TK on "Prozak"

The experimental short film I shot earlier this year finally made it to telecine.  I’ve been known to say, things happen for a reason and for this project, the delay meant waiting until The Post Group could do our telecine.  In that wait, it was possible to have their DI Colorist work on our project.  Doug is a friend of mine and it was great working with him again.

As a recap, the project was shot using a Canon digital still camera shooting bursts of about 9 seconds or about 65 frames.  We recorded dialogue along with the bursts as a scratch track.  The clips were edited together, the dialogue was recorded and added and then, the  whole thing output as an uncompressed quicktime.  We color corrected the final cut on a da Vinci 2K with an HDCAM output.  I wish I had frame grabs to show you, but worry not, I’ll have a DVD of the project in a couple of days and I’ll get grabs then.  It really looks great.

IMG00077

Camera phone – not great, but if you look real hard, you’ll see Doug working the controls.

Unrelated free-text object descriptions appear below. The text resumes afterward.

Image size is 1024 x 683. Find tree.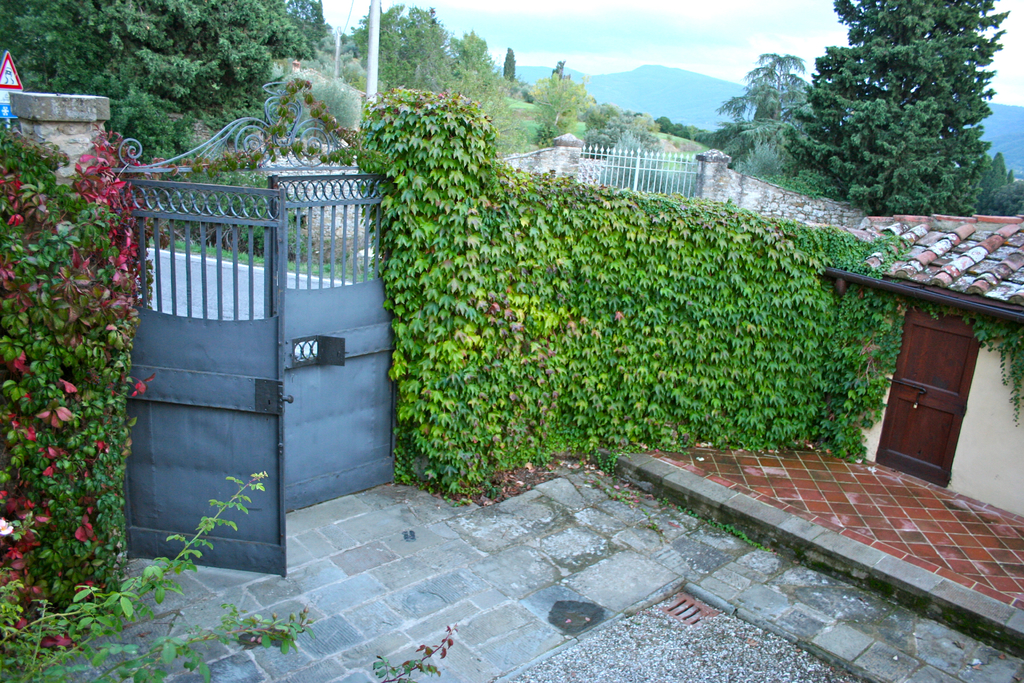
l=652, t=120, r=724, b=147.
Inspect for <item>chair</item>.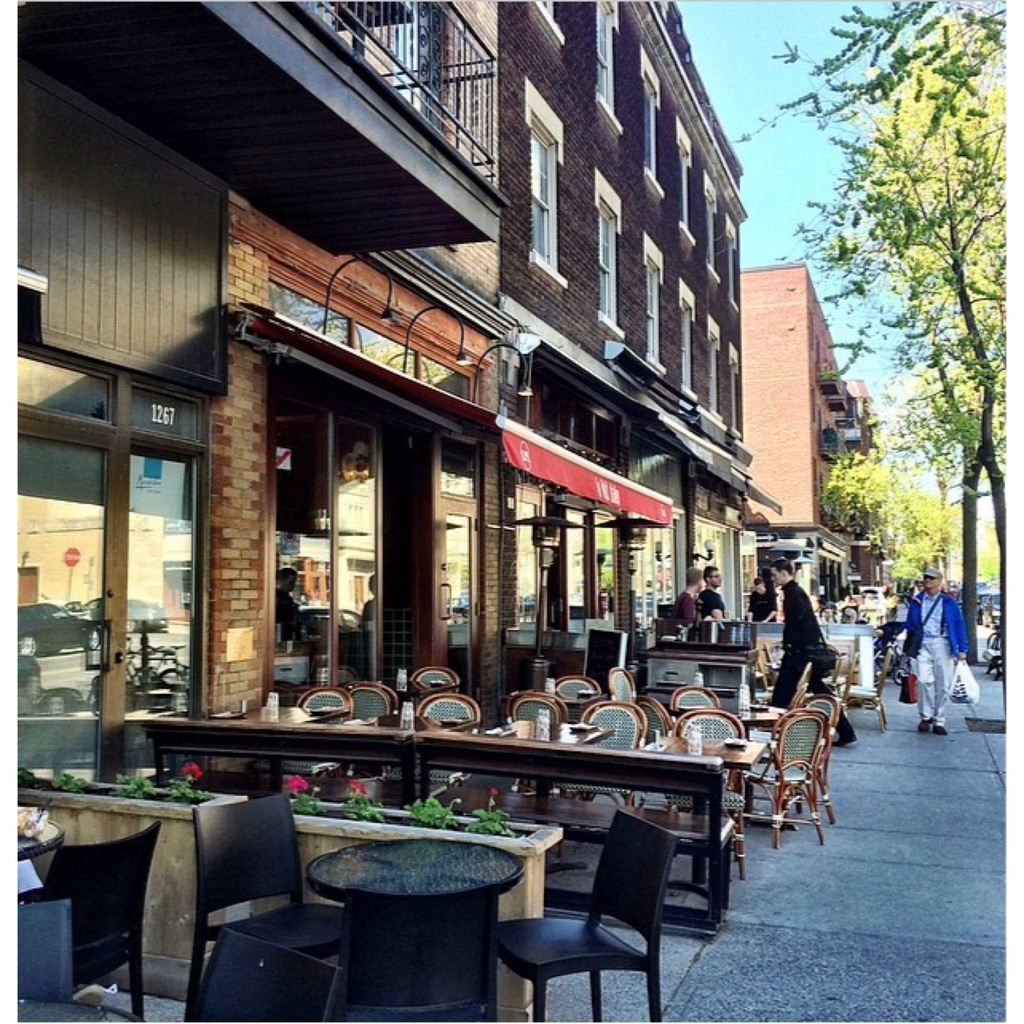
Inspection: 419:694:479:790.
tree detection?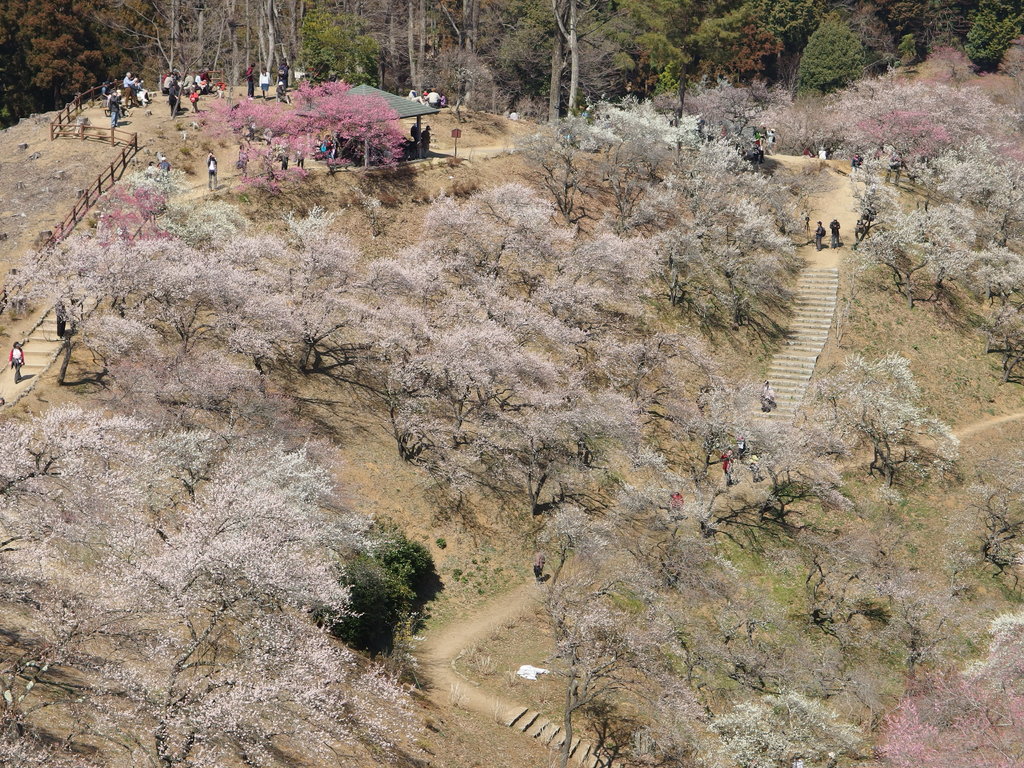
15/228/141/391
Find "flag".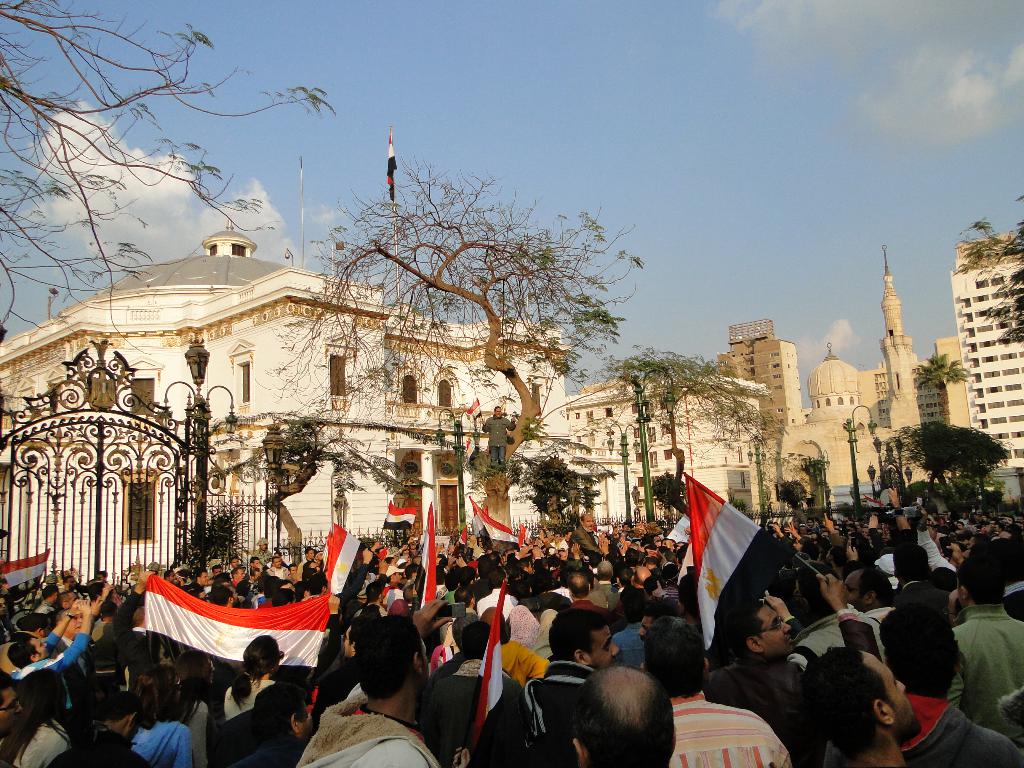
x1=415 y1=506 x2=445 y2=609.
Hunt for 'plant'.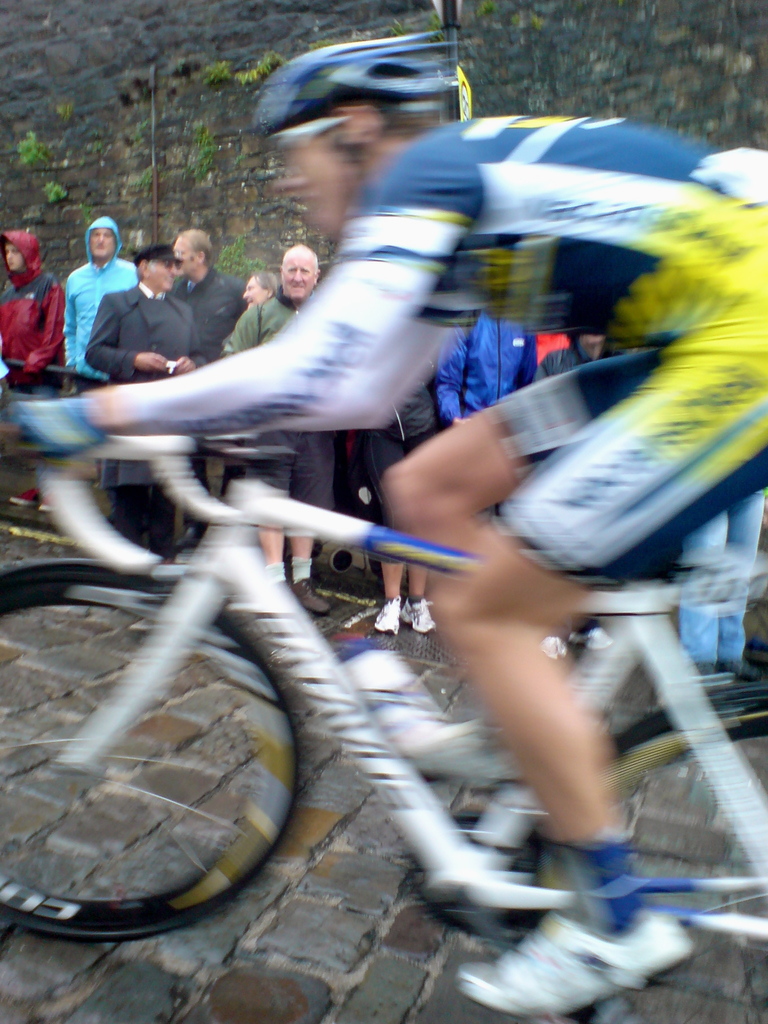
Hunted down at pyautogui.locateOnScreen(45, 104, 81, 129).
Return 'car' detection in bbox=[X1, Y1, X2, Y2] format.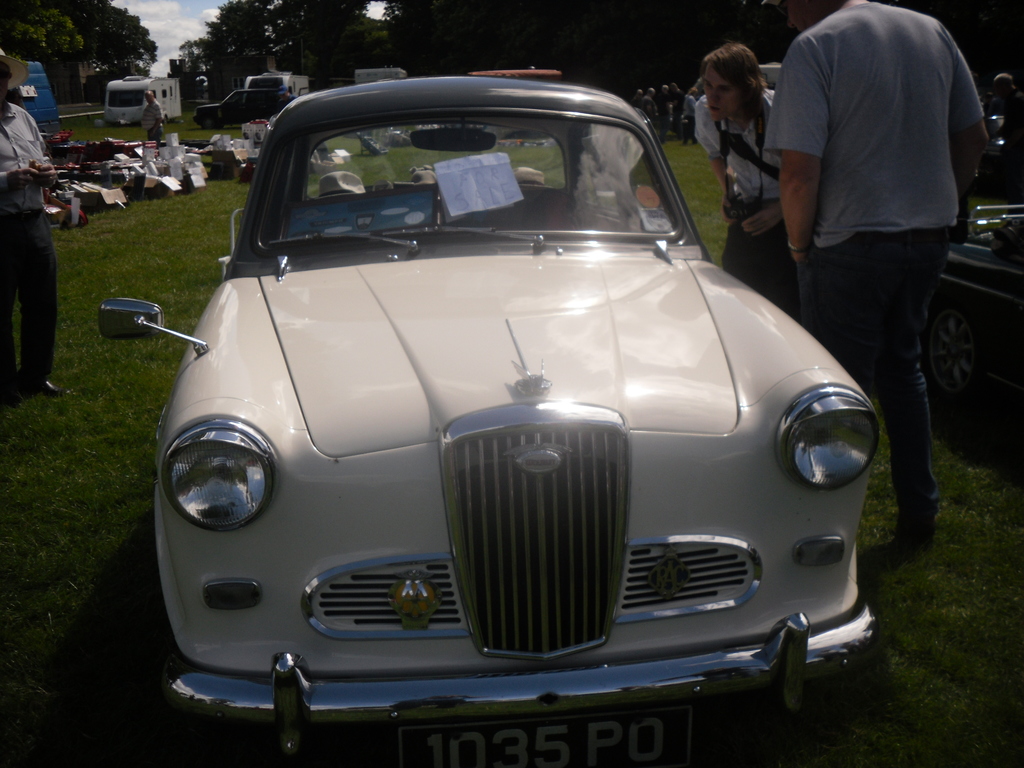
bbox=[97, 71, 891, 759].
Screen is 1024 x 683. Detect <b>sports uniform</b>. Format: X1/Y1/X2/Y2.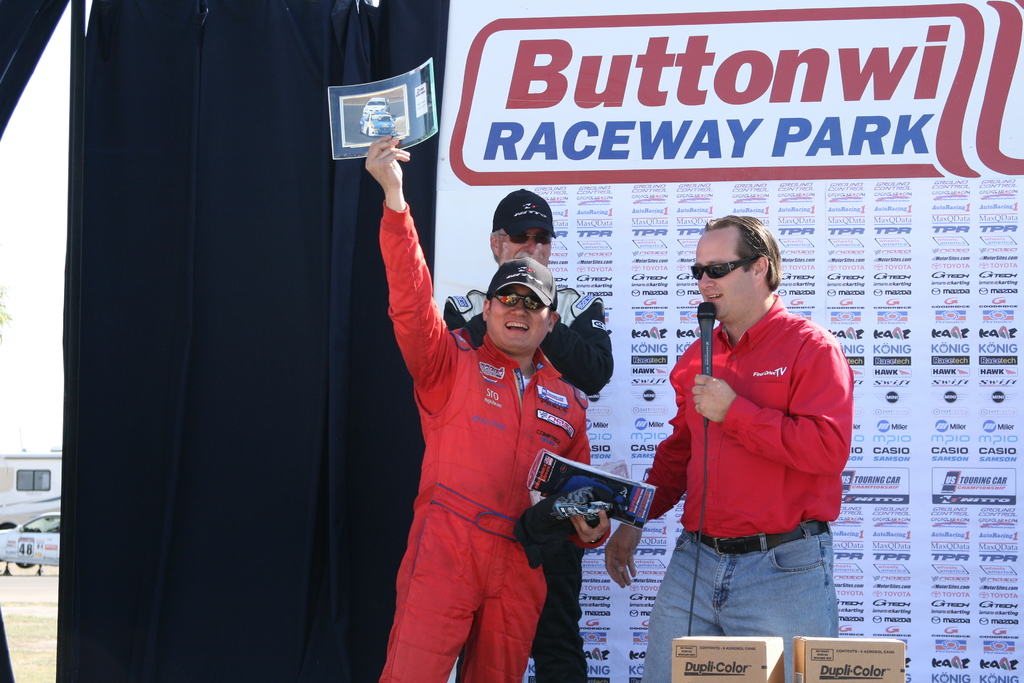
434/263/625/682.
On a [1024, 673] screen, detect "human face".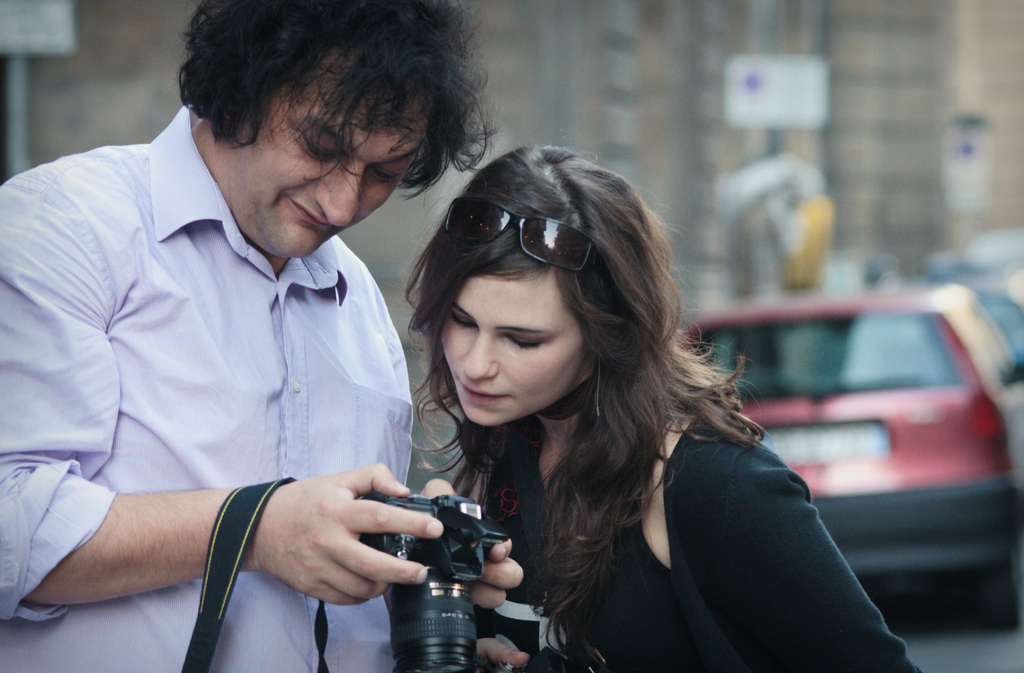
bbox=[223, 45, 419, 259].
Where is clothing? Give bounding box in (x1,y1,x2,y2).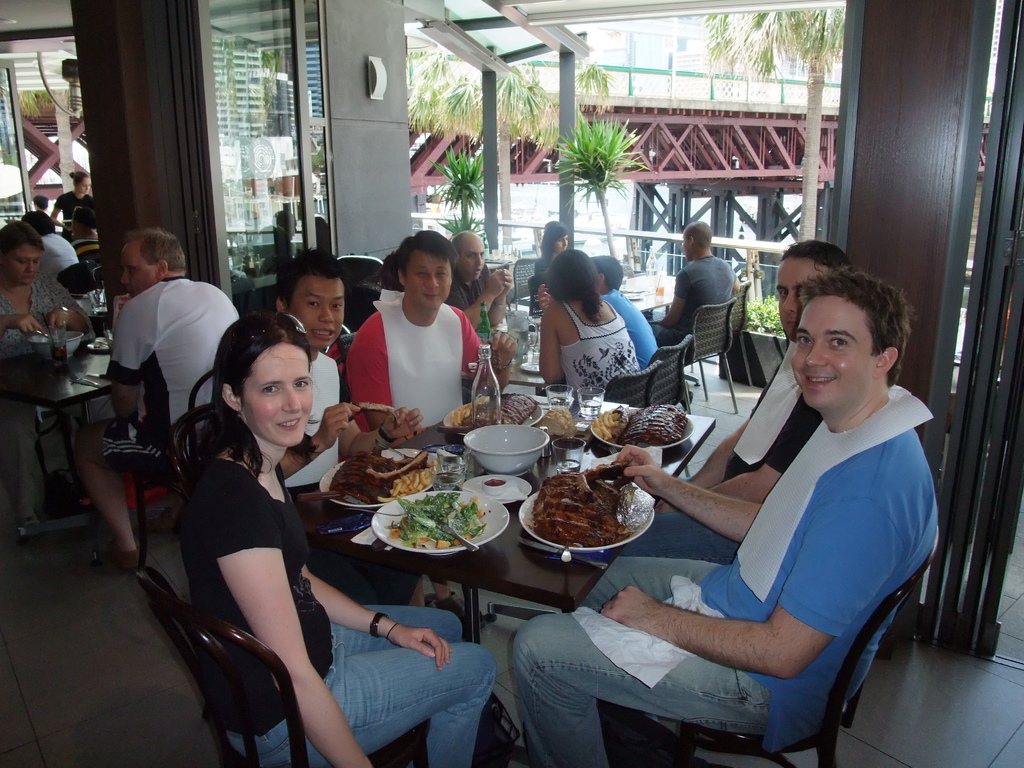
(68,222,102,269).
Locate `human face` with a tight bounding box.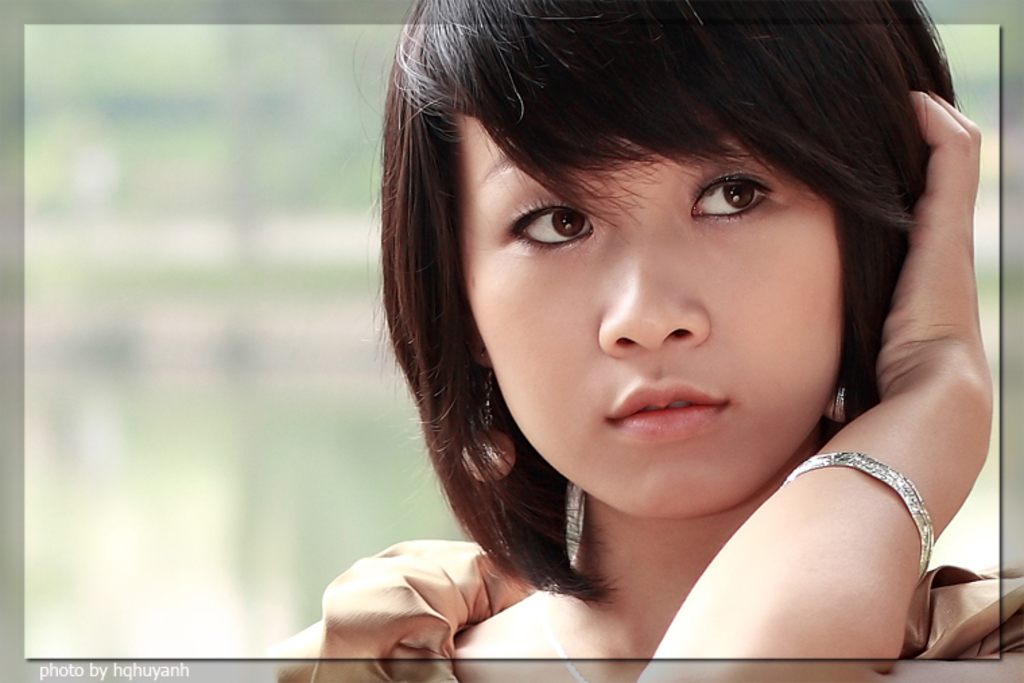
locate(463, 116, 842, 519).
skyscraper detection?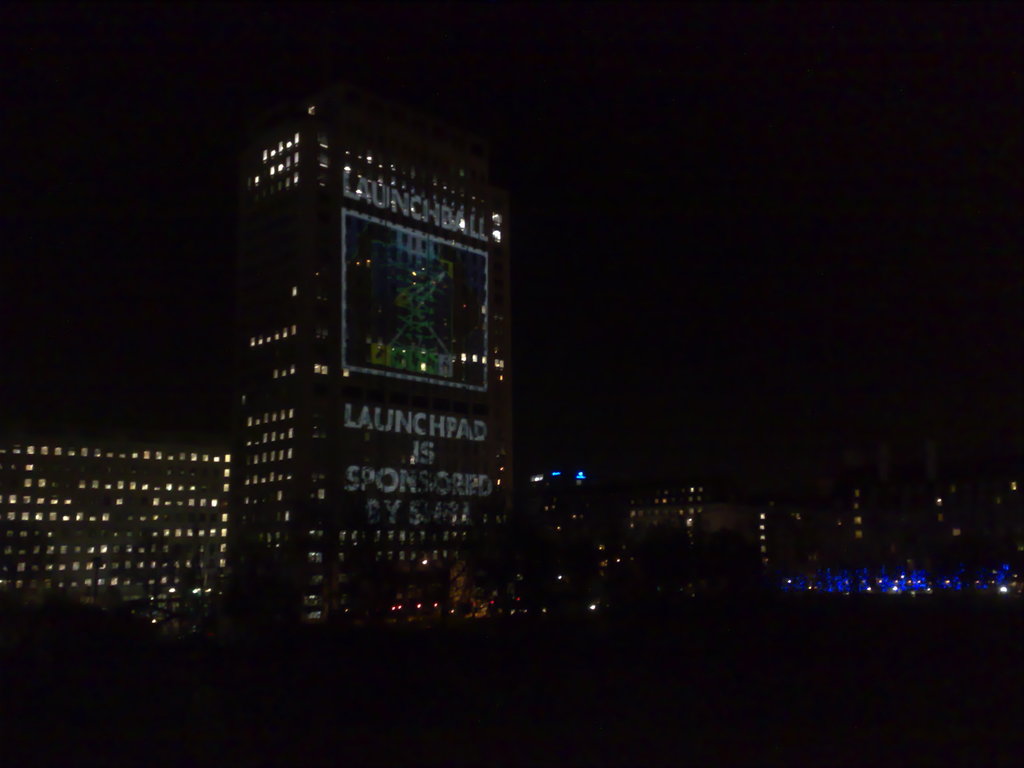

So what did we learn.  Well, I’m not so sure I’d like to use this process again unless there was more money invested in the project.  The complete camera package was donated by the folks at Canon and for that I’m grateful.  If we had some additional funds, I think I would have preferred to rented older manual focus lenses with focus marks on them or if we would have had more time, mark the lens we did have with focus marks.  As it was, I was operating the camera alone with no assistant so marks wouldn’t have helped much.  I guess in addition to the lens a camera assistant would be a nice add too.

What I did like and Doug pointed out on a number of shots is the limited depth of field we got from that camera.  We mostly stayed on longer lenses and I always shot with the lens wide open.  It made focusing a nightmare, but the shots of our actors are beautiful and shallow in focus making for a very pleasing image and what might be considered “technical flaws” of our actor going out of focus made for a very impressionistic frame.  In looking at the footage anew, I noticed that the choices I made concerning camera placement were very much dictated by a still camera aesthetic.  Camera placement was dictated by what would make for a great still image which incidentally made, for what I think, a pleasing and very dramatic motion image.  When you see the footage, you be the judge.

The image was sharp and fairly free of JPEG artifacts, colors we rich enough to be manipulated without too much degradation and the blacks stayed fairly rich but they were the first thing to fall apart when too much grading was added. 

I do what to thank Deja for the opportunity to shoot her project and I can’t wait to get the DVD to show you what I saw.